Lavric-Horvat AHAS 10angl

Ana LAVRIČ, Jasna HORVAT

An Essay at Identification and Attribution of a Bishop's Portrait in the Collection of the National Museum of Slovenia in Ljubljana. Is it a portrait of the Ljubljana bishop Ernest Amadeus Attems by Caspar Franz Sambach?

During the preliminary works for a planned exhibition of portraits of the bishops of Ljubljana, a painting in the collection of the National Museum of Slovenia in Ljubljana that has been entered in the list of the museum items just as a portrait of a bishop aroused special attention. The present paper opens up the question of identification of the sitter and of attribution of the painting and suggests some possible answers.

Trying to identify the portrayed person without taking account of the concrete data about the painting, and trying to find him in the portrait gallery of the bishops of the former Holy Roman Empire, we discover a surprising resemblance to the count Johann Moritz Gustav von Manderscheid-Blankenheim (Blankenheim, 1676 – Prague, 1763), who, however, has not been known to have had any connections with the Slovenian lands. In the years 1722–1733 he headed the diocese in Wiener Neustadt, then he became the archbishop of Prague. His portrait, whose original whereabouts was in Wiener Neustadt but is now in St. Pölten, demonstrates such likeness to the facial features of the anonymous man in the Ljubljana painting that we could easily claim the two to be one and the same person. But the identification becomes problematic as soon as we begin to consider the provenance of the museum painting, which limits our deliberations to the area of the Ljubljana diocese.

The National Museum acquired the painting after World War II from the Federal Collecting Centre, but it had been confiscated from the lawyer and art historian Marijan Marolt of Vrhnika, who in turn had obtained it from the painter Simon Ogrin, likewise of Vrhnika. According to the information given by Marolt the painting had come from the Slovenian part of Carinthia, where, in fact, no major ecclesiastical centres existed in which it would be reasonable to expect a portrait of a bishop in the grand manner. However, Gornji Grad is situated nearby, where the residence of the bishops of Ljubljana was in the past, so it can be assumed that the museum painting might have come from there. Hence it makes sense to try to find the sitter among the archbishops of Ljubljana.

After a thorough analysis of the materials, a hypothesis seems to be conditionally plausible, that the portrayed man is Ernest Amadeus Attems, the eighteenth bishop of the Ljubljana diocese (1742–1757). The supposition is grounded on the comparison with the only portrait of Attems known before, kept in the Ljubljana archiepiscopal palace, but being greatly inferior in quality to the museum piece, which makes the comparison very difficult. The full-length image of the standing bishop in festive vestments, painted schematically and with irregularities in proportions and perspective, gives an impression of a stouter figure than the one in the museum painting and there are also obvious differences in the rendering of the two heads. It is true that both faces are modelled in a similar way, they are lean and surrounded by identical fashionable wigs, but problematic is the nose which is much longer in the diocesan portrait and, as it seems, viewed from a different angle, possibly in order to intensify the representative appearance of the head in relation to the unproportionally tall body. In spite of the discrepancies, it is not possible to ignore a certain similarity between the two portraits, and the identification is furhter supported by the clear-white fur mozzetta without the black spots, worn by Attems alone of all the bishops of Ljubljana.

Because the museum painting is neither signed nor dated and because archival documents are equally silent about it, only stylistic comparison remains available in searching for the artist. The painter Valentin Metzinger of Ljubljana, who is documented to have worked for Attems, cannot be taken into consideration in spite of some similar details; however, the comparison with the oeuvre of the painter Caspar Franz Sambach (1715-1795) is at hand. On the commission from Attems he frescoed the Festsaal in the bishops' residence at Gornji Grad in 1755 and depicted his idealized image on the ceiling (Acta 6). Although portraiture has proved to be rather an exception in the hitherto known Sambach's output and none of the few portraits is painted in oil (for this reason Waltraut Kuba-Hauk even believes that Sambach did not tackle this field at all), the manner of the execution of the figure and costume in his “portrait” of Bishop Attems in the Gornji Grad residence nevertheless reveals a certain relatedness to the museum painting; and the latter, with the slim figure of the bishop in monumentally spread out vestments, is also reminiscent of Sambach's figures of saints in the scenes of glorification (for example, St. Martin in Ernstbrunn, St. John Nepomuk in Székesfehérvár and several figures in Margarethen am Moos) and his allegories (for example in Sloup). Also characteristic of Sambach are the posture of the figure, the reddish colour tint over the painting and the details with strong red reflections.

The above-presented arguments in favour of both the identification of the sitter and the attribution of the painting are certainly not sufficient to prove unquestionably the proposed hypothesis. Therefore a definite answer still remains to be sought.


● WHAT THE EXERCISE ASKS:
Among the entries below, find the lines holding "fill" and copy them.

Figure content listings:
= Beginning of Section =

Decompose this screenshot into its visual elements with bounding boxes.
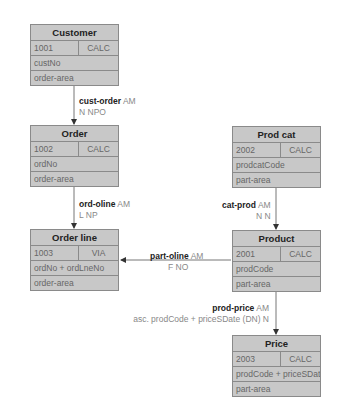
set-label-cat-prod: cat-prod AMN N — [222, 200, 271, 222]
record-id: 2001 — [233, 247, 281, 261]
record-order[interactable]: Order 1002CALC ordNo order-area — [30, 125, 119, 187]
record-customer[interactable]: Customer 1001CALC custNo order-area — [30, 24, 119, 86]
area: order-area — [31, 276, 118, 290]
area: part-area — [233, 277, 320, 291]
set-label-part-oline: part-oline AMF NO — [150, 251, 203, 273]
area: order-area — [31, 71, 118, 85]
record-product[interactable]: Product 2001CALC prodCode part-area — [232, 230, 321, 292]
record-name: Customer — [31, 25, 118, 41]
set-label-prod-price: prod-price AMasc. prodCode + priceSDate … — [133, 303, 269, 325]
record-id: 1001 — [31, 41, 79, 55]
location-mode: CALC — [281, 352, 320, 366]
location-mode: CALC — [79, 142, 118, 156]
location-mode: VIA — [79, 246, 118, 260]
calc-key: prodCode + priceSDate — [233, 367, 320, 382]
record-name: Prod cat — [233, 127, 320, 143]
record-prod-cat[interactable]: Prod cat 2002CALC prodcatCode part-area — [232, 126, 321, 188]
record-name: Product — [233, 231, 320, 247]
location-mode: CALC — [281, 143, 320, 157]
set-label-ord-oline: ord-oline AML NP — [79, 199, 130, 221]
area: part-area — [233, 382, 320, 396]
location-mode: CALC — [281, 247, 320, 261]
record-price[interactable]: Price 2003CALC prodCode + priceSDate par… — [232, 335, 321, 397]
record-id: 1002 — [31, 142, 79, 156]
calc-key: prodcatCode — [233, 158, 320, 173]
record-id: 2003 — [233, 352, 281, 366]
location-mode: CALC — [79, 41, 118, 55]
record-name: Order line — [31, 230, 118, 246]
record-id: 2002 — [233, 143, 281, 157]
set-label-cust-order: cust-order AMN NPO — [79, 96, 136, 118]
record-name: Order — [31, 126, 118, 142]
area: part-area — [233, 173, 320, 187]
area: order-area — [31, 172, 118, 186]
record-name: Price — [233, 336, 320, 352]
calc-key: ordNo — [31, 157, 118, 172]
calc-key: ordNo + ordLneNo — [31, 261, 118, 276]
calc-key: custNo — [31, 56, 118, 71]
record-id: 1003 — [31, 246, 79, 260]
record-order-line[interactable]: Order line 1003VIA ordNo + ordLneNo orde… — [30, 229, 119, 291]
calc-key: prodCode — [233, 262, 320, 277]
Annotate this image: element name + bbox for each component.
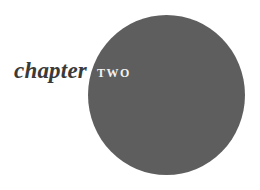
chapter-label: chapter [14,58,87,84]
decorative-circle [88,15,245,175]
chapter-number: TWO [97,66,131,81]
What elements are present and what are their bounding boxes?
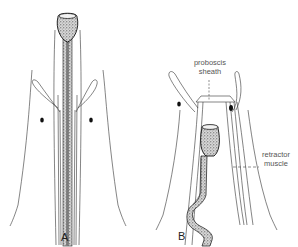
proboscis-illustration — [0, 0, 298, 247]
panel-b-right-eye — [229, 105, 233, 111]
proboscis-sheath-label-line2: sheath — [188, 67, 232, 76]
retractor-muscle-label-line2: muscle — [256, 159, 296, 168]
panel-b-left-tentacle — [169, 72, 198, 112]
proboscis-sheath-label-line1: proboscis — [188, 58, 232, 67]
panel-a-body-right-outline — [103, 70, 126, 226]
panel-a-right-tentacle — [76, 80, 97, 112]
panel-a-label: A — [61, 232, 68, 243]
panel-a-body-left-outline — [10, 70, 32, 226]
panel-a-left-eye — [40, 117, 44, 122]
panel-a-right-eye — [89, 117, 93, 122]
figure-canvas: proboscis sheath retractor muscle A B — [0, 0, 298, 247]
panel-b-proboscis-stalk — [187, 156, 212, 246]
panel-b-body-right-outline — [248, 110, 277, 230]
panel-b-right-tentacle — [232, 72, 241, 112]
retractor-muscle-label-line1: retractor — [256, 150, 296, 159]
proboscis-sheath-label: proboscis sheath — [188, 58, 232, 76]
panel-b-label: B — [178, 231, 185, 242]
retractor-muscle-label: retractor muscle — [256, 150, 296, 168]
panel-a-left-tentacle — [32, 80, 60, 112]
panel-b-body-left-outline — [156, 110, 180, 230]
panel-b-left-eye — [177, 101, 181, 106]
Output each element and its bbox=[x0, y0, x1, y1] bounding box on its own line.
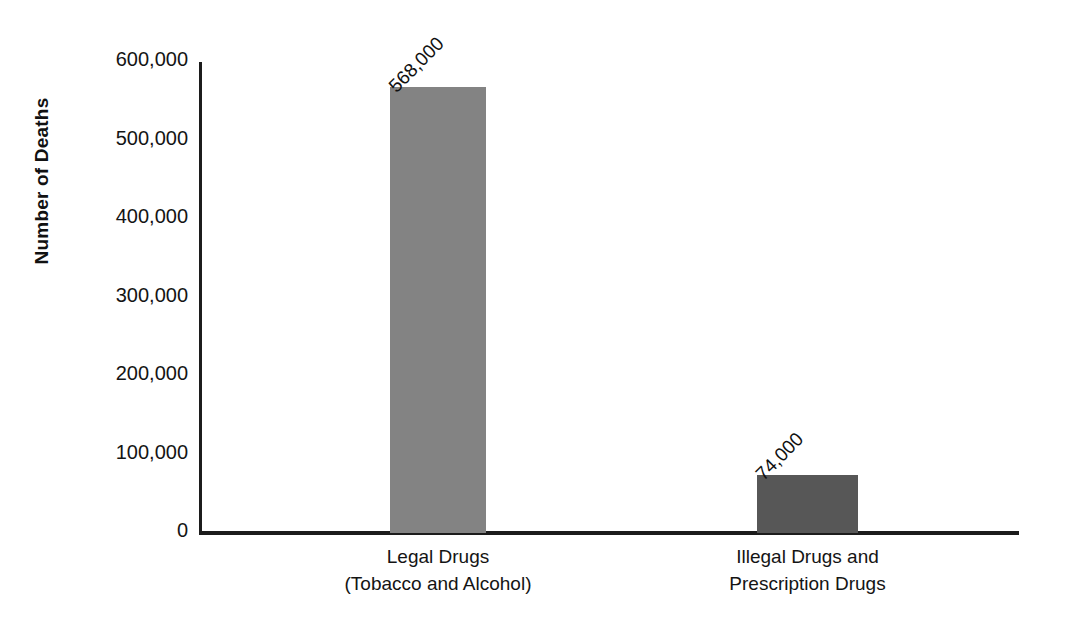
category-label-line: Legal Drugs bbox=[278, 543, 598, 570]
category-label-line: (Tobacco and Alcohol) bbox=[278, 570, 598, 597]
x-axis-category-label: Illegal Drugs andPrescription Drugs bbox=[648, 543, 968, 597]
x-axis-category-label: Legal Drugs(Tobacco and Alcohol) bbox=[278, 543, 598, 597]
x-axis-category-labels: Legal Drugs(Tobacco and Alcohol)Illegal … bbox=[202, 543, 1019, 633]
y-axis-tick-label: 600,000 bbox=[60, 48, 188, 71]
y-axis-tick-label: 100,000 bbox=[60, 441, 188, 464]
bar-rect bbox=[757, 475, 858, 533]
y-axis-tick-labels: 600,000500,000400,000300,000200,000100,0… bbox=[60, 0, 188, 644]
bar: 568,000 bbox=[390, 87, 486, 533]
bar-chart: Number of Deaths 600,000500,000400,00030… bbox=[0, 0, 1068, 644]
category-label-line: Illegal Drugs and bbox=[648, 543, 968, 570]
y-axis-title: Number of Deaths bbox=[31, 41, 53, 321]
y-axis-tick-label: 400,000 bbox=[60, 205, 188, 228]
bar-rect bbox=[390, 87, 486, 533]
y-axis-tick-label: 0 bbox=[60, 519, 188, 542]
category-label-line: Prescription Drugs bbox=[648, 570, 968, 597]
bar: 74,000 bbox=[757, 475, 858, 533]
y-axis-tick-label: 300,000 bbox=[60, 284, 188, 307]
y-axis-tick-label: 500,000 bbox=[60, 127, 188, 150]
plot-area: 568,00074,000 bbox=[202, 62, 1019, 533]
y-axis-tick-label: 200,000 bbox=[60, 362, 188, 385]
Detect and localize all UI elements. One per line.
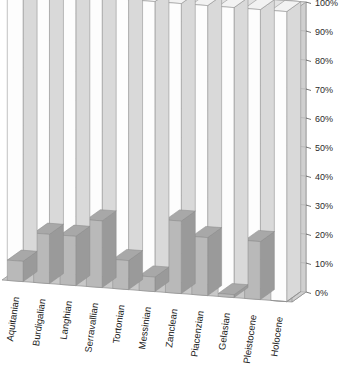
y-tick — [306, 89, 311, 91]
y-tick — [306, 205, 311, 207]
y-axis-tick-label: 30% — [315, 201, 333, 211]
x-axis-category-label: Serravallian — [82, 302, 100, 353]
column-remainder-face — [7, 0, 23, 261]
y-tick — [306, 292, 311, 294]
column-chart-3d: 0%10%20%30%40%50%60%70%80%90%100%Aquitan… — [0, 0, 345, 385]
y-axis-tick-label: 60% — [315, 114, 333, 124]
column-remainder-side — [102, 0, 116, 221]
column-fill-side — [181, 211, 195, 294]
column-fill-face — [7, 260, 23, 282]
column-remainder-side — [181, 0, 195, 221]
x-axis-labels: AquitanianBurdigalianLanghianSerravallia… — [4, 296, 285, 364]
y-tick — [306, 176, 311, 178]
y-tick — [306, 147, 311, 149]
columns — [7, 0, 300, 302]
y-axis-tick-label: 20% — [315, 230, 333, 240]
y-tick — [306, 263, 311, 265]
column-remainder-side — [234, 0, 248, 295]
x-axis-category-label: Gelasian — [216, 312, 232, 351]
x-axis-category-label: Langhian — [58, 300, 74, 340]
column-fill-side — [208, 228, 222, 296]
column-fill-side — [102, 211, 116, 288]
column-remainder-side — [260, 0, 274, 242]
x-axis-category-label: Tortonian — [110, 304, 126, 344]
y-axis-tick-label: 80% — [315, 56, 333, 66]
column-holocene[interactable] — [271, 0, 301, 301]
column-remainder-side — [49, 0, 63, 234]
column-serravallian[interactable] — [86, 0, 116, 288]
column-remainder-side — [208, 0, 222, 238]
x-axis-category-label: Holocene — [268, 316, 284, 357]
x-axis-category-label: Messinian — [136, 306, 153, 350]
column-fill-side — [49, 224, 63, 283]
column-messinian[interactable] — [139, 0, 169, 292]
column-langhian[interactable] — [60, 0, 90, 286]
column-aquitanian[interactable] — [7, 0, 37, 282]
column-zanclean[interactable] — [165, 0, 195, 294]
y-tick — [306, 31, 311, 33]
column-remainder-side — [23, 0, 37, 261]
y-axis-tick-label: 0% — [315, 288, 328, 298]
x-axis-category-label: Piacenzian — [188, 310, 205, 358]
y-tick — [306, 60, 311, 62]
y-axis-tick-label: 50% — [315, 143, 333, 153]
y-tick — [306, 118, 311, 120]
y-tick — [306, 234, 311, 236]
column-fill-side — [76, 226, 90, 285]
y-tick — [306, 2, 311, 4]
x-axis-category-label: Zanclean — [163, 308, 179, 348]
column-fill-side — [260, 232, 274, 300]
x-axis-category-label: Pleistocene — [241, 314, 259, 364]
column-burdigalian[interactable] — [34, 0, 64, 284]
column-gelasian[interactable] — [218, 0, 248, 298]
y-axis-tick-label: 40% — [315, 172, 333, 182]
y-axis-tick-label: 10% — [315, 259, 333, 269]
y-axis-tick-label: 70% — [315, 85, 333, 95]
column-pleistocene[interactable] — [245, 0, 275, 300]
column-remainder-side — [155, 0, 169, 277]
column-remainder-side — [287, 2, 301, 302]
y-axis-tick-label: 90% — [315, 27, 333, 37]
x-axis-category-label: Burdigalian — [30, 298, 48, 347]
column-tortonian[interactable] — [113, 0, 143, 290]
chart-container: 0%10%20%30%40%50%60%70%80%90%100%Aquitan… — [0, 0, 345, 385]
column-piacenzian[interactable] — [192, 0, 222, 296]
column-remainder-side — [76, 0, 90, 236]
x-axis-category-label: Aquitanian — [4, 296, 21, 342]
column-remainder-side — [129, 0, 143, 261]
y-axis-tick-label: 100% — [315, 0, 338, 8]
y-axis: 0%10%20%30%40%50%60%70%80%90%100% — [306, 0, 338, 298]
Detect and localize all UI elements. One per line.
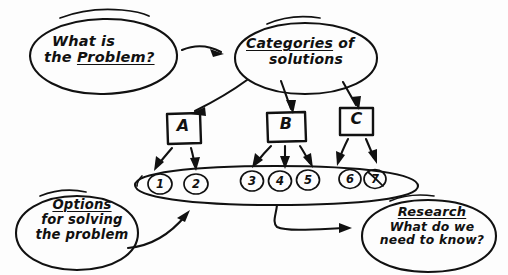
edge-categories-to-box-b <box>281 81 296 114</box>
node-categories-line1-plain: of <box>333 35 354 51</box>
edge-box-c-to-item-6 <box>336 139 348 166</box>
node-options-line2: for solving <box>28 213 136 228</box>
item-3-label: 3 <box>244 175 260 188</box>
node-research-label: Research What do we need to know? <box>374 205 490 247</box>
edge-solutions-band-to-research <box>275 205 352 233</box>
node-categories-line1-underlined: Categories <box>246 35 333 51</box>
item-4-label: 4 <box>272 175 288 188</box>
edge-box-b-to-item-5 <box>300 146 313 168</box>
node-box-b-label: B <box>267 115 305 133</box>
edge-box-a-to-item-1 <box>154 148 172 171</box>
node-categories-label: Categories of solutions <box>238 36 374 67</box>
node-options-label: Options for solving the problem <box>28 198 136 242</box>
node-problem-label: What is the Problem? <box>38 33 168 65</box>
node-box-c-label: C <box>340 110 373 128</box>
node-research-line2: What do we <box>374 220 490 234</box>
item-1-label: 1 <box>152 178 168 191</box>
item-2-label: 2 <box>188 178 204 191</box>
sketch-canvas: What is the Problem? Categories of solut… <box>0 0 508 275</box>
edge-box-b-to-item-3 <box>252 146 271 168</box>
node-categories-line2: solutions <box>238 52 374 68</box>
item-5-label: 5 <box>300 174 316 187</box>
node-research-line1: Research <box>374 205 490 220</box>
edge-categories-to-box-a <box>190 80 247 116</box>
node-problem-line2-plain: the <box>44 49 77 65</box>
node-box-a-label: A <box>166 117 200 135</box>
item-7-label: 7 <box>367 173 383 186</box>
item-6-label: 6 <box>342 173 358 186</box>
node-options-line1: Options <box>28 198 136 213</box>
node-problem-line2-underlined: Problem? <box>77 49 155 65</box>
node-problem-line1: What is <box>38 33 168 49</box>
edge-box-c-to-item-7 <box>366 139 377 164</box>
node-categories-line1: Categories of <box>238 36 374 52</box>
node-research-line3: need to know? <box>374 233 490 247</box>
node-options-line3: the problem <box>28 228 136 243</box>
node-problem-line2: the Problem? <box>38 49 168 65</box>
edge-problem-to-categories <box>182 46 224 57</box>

= End of Section =

● EXPECTED OUTPUT:
column-fill-side — [181, 211, 195, 294]
column-fill-face — [7, 260, 23, 282]
column-fill-side — [208, 228, 222, 296]
column-fill-side — [102, 211, 116, 288]
column-fill-side — [49, 224, 63, 283]
column-fill-side — [76, 226, 90, 285]
column-fill-side — [260, 232, 274, 300]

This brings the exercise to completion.